The UAE entered 2026 as one of the most closely watched iGaming markets in the world. A new federal gaming regulator — the General Commercial Gaming Regulatory Authority (GCGRA) — had been established under a 2023 federal decree, and international operators were moving into position ahead of a formal licensing framework. Demand was growing at over 50% year-on-year as recently as February 2026. Blask put Q1 2026 CEB at $261M ($131M–$653M range), up from $210M in the same period last year.

That trajectory stalled when drone strikes hit UAE territory.

The UAE registered a –25.5% decline in Blask Index demand in the post-conflict measurement window. The concern wasn’t hypothetical: Wynn Resorts and MGM both publicly acknowledged monitoring their multibillion-dollar UAE resort projects amid ongoing military activity. One operator temporarily suspended operations before resuming in mid-March.

Consumer demand tends to contract faster than operator infrastructure adjusts. The UAE’s –25.5% decline represents players stepping back from discretionary activity during a period of uncertainty — not a permanent structural change, but a measurable behavioral response to macro risk.

Azerbaijan: the spillover signal

Azerbaijan sits outside the Gulf but inside the radius of geopolitical contagion. It shares a 700km border with the conflict zone, has a population with significant cultural and ethnic ties to the region, and is directly implicated in the broader dynamics. Foreign Policy described the conflict as spilling beyond the Middle East to Azerbaijan as early as March 5.

The Blask data reflects this. Azerbaijan’s iGaming market is substantially larger than Qatar’s — the country logged 34 million in total Blask Index demand across 2025, with Misli, Mostbet, and eTopaz dominating.

Q1 2026 Blask Index came in at 7.3 million, tracking well above the Q1 2025 level of 7.0 million. But within that period, March 2026 brand-level data shows individual operators logging year-on-year declines of –11%, –85%, and –7% respectively — early indicators of the same demand compression visible in Qatar and the UAE.

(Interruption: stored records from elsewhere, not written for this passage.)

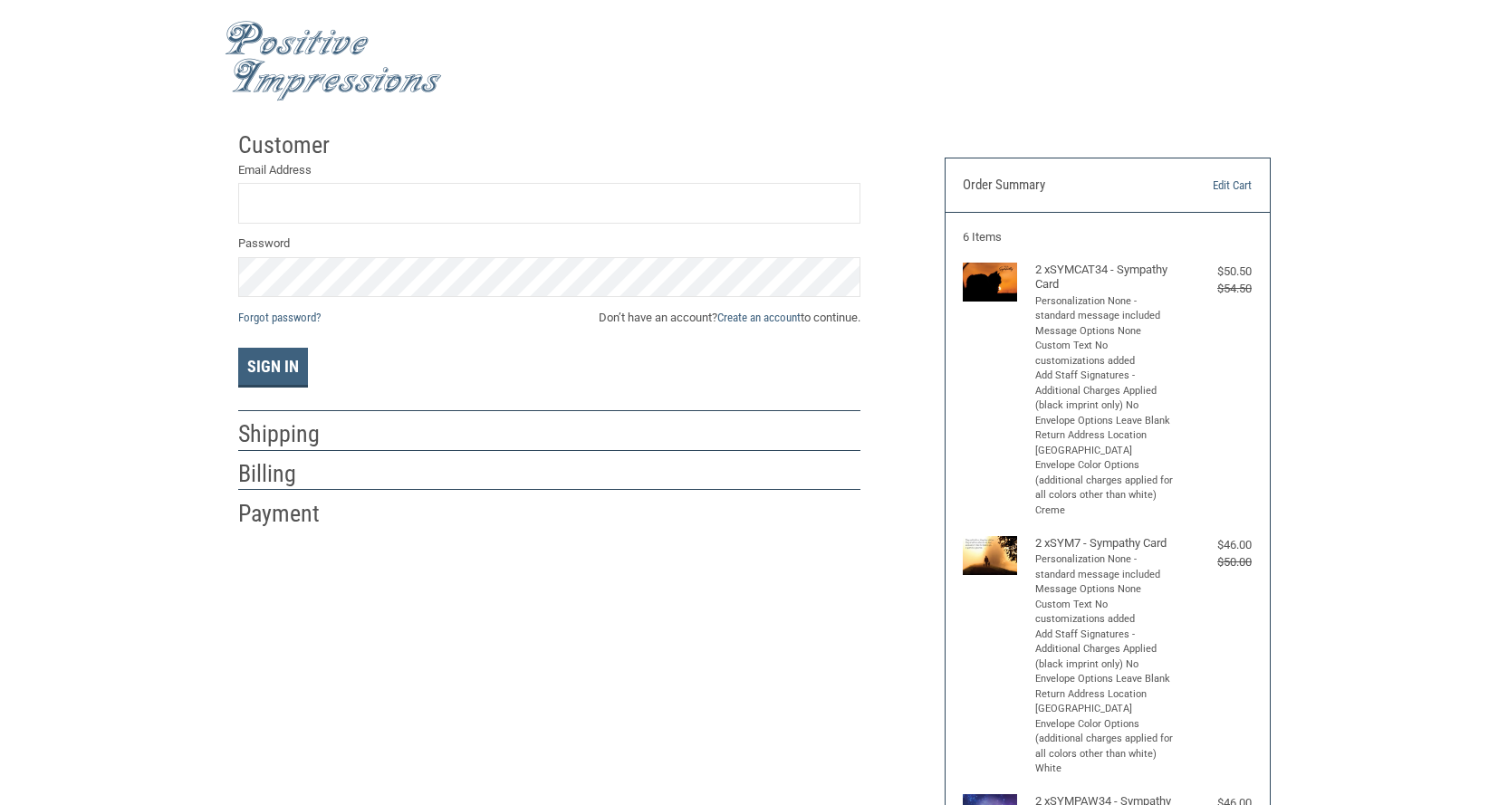 Image resolution: width=1508 pixels, height=805 pixels. What do you see at coordinates (333, 61) in the screenshot?
I see `a: Positive Impressions` at bounding box center [333, 61].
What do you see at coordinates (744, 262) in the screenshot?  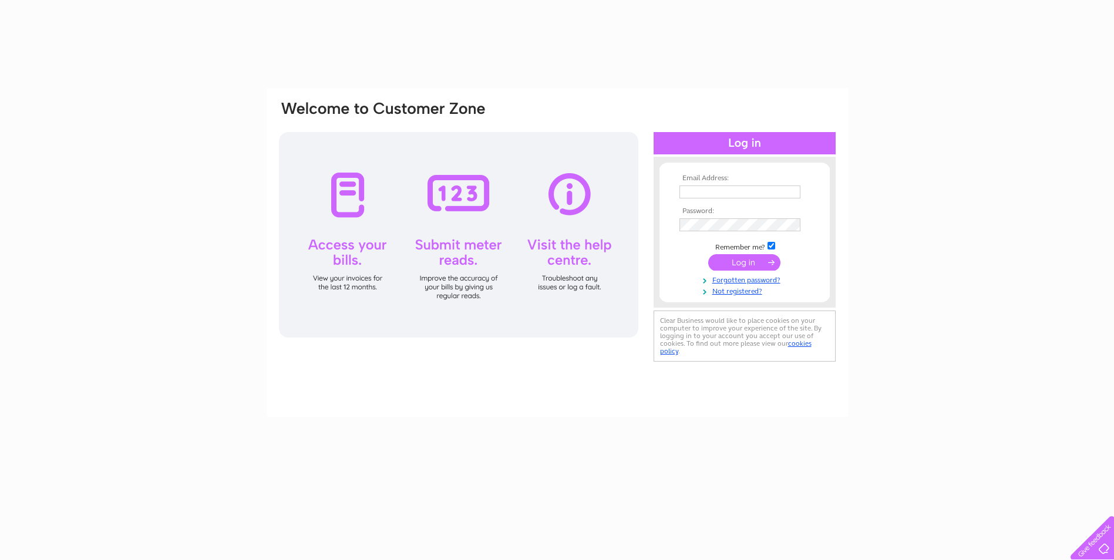 I see `input: Submit` at bounding box center [744, 262].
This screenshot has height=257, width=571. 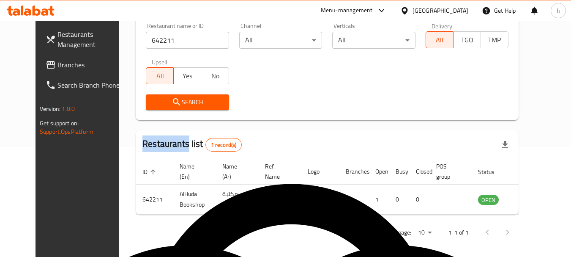 I want to click on button: TMP, so click(x=495, y=40).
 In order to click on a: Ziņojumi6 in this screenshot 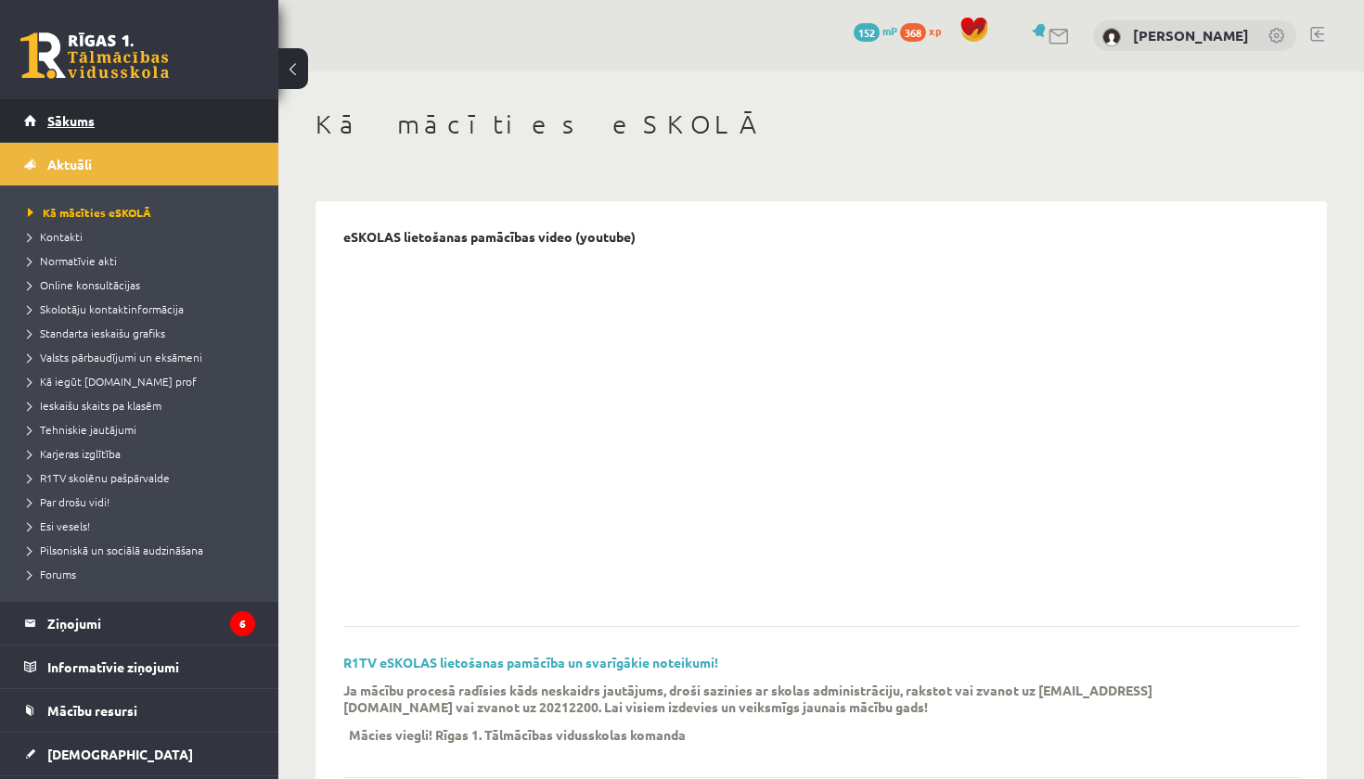, I will do `click(139, 623)`.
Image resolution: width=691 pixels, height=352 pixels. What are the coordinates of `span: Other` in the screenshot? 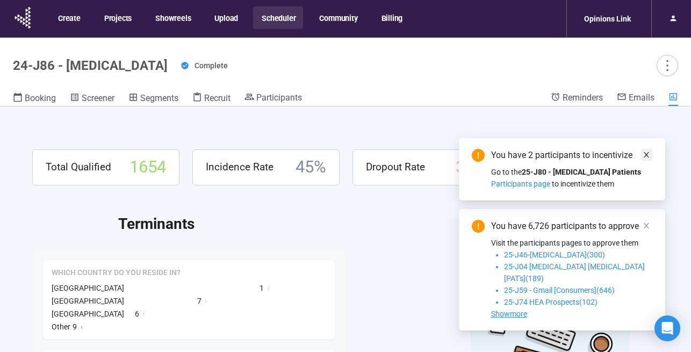 It's located at (61, 327).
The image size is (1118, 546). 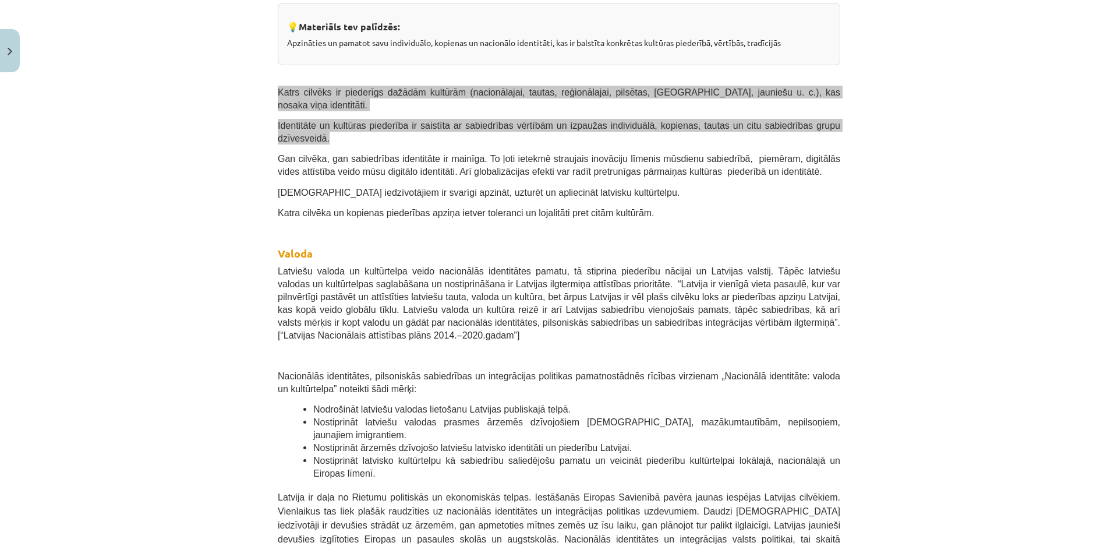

CEB for Azerbaijan Q1 2026 was $112M ($67M–$247M range), down from $149M in Q1 2025 — a –25% year-on-year contraction in revenue capacity that tracks with the broader regional pattern.

The spillover thesis: when a major conflict reaches a country’s immediate geopolitical neighborhood, player behavior tightens before operators have time to react. Azerbaijan’s March data is two-to-three weeks behind the Gulf pattern. If it follows the trajectory, further compression is likely.

What this means for operators

Three observations from the data:

  • Blask Index captures macro, not just sports. The common assumption is that iGaming demand is driven by a sports calendar and a regulatory environment. The Gulf data shows a third driver: geopolitical stability. When consumers face genuine uncertainty about physical safety and economic conditions, discretionary search activity — including iGaming — contracts. Blask Index picks this up at the market level before it shows up in revenue.
  • The signal deepens, not recovers, in the short term. Qatar’s week-on-week decline went from –23.2% to –28.1%. This matters for operators managing acquisition spend: reducing activity in a down market makes sense, but the window between the first drop and the bottom is short.
  • Spillover travels fast. Azerbaijan’s early data shows the same pattern emerging two to three weeks after the Gulf signal. Operators with cross-regional exposure — particularly those active in markets adjacent to the conflict zone — should treat the Gulf data as a leading indicator, not an isolated event.

The Middle East conflict is a macro event. The Blask Index is treating it as one.